Talk of so-called self-improvement can reinforce the feeling, so prevalent in this society, that who we are and what we have is never enough. It's possible to become obsessed to an unhealthy degree with taking better care of yourself, being in better physical shape, doing better introspective work, becoming a better communicator. The harder you press yourself, the further these ideals seem to recede before you. As in dieting and bodybuilding, the pursuit of perfect mental health can degenerate into self-abuse.
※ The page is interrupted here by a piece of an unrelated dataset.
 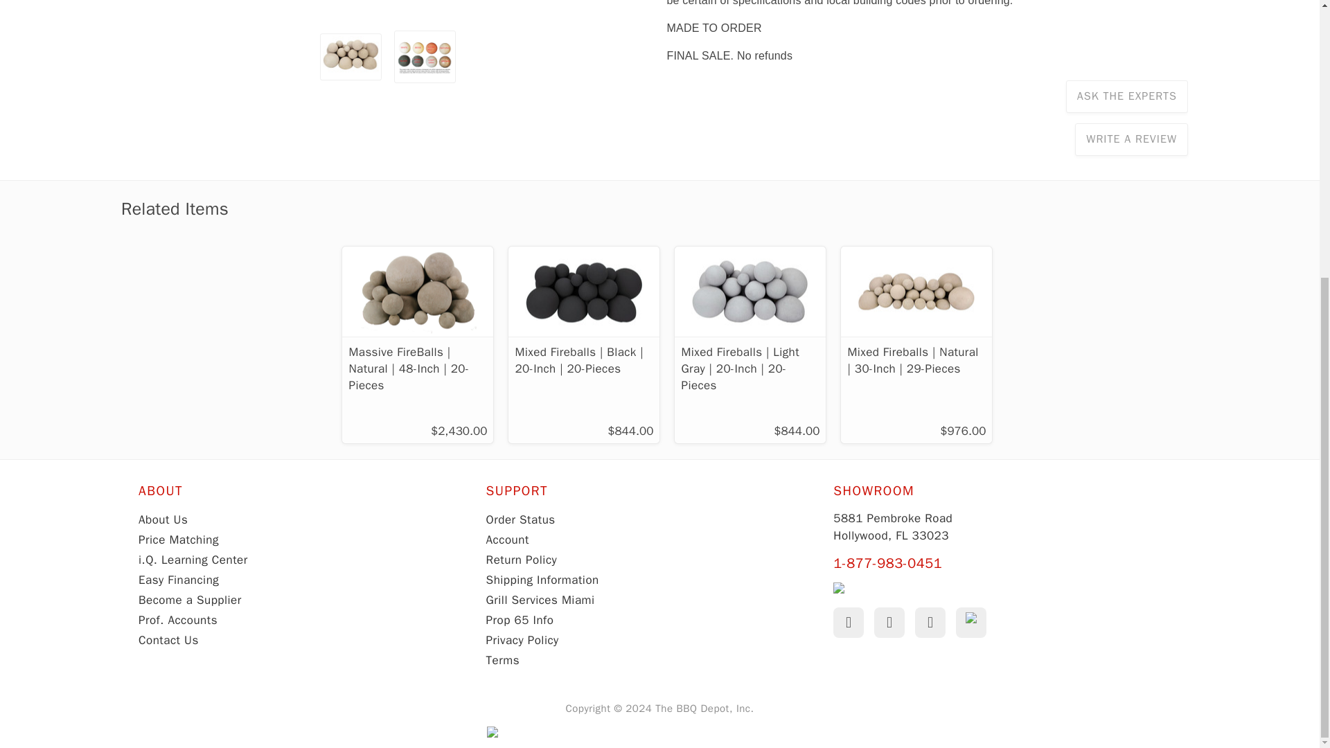 I want to click on Facebook, so click(x=848, y=622).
Just as v^nriters, painters, and musicians experience creative blocks, all of us have times when we feel lost and jaded. Everything waxes and wanes; that natural pattern governs our lives just as it does the moon and ocean. If you feel stagnant, the worst
thmg you can do is dwell on your perceived insufficiencies until you have entrenched yourself m total hopelessness. When something isn't working, don't beat yourself up about It; accept that it's not working for the time being, and focus on something else
Sometimes the most healing thing you can do is simply be still, be present and in your body without any goals or intentions or pressures. Through te eyes of our competitive culture this can look like indolence, but in truth, it's impossible to do nothing Even if you re lying do? not thinking or hatching plans or dreaming, things are sHU shifting and growing inside you. Sometimes what you need is to regenerate, to let yourself re^ and revive, and this can be as conscious a process as yoga or therapy or writing.